Congress passed the 1838 Act requiring inspection of steamboat boilers "to provide better security of the lives of the passengers." Though there was little means of enforcement, this was the first federal regulation of private industry for safety reasons and set the precedent for consumer protection laws.
- ↑ Lloyd (1856), page 93.
- ↑ James T. Lloyd, Lloyd's Steamboat Directory, and Disasters on the Western Waters,... (Cincinnati, Ohio: James T. Lloyd & Co., 1856), pages 89–93: "Explosion of the Moselle, near Cincinnati, Ohio, April 25, 1838"; see page 89.
- 1 2 GenDisasters: Cincinnati, OH area steamboat Moselle explosion, April 1838
- 1 2 Cincinnati Views: Ohio River: Steamboats, p. 5 (Note: This page includes illustrations of the steamboat Moselle before, during, and after its explosion on April 25, 1838.)

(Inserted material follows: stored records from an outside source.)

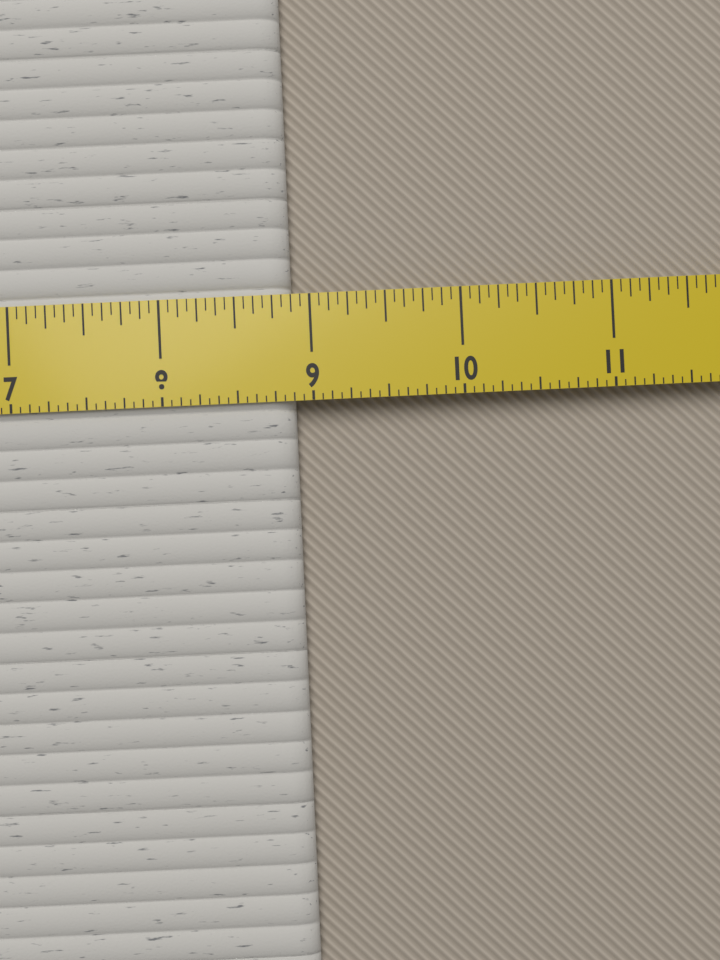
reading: 8.8750 in
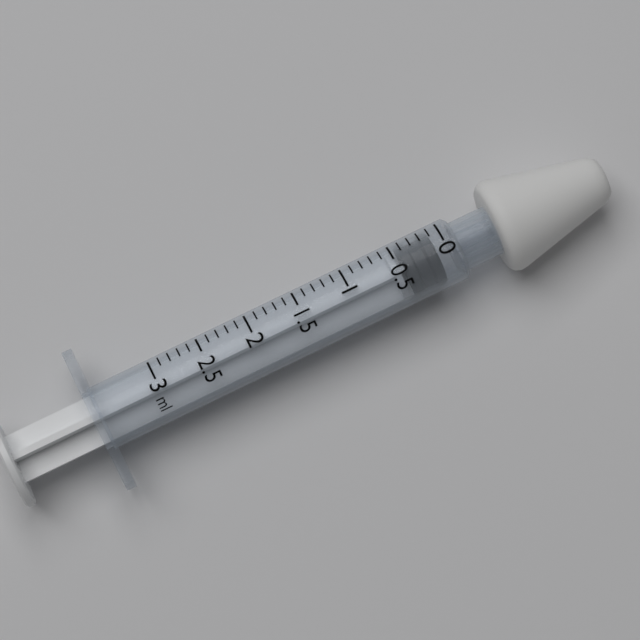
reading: 0.1 ml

- ↑ The following report estimates 150 dead among at least 280 passengers: Report of the committee appointed by the citizens of Cincinnati, April 26, 1838, to enquire into the causes of the explosion of the Moselle, and to suggest such preventative measures as may best be calculated to guard hereafter against such occurrences (Cincinnati, Ohio: Alexander Flash, 1838), page 22.
- ↑ Lloyd (1856), page 90.
- ↑ "The explosion of the Moselle". The Evening Post (New York, New York). 5 May 1838. p. 2. Retrieved 23 August 2018.
- ↑ Lloyd (1856), page 91.
- ↑ Henry Howe, Historical Collections of Ohio... (Norwalk, Ohio: State of Ohio, 1898), vol. 1, page 760.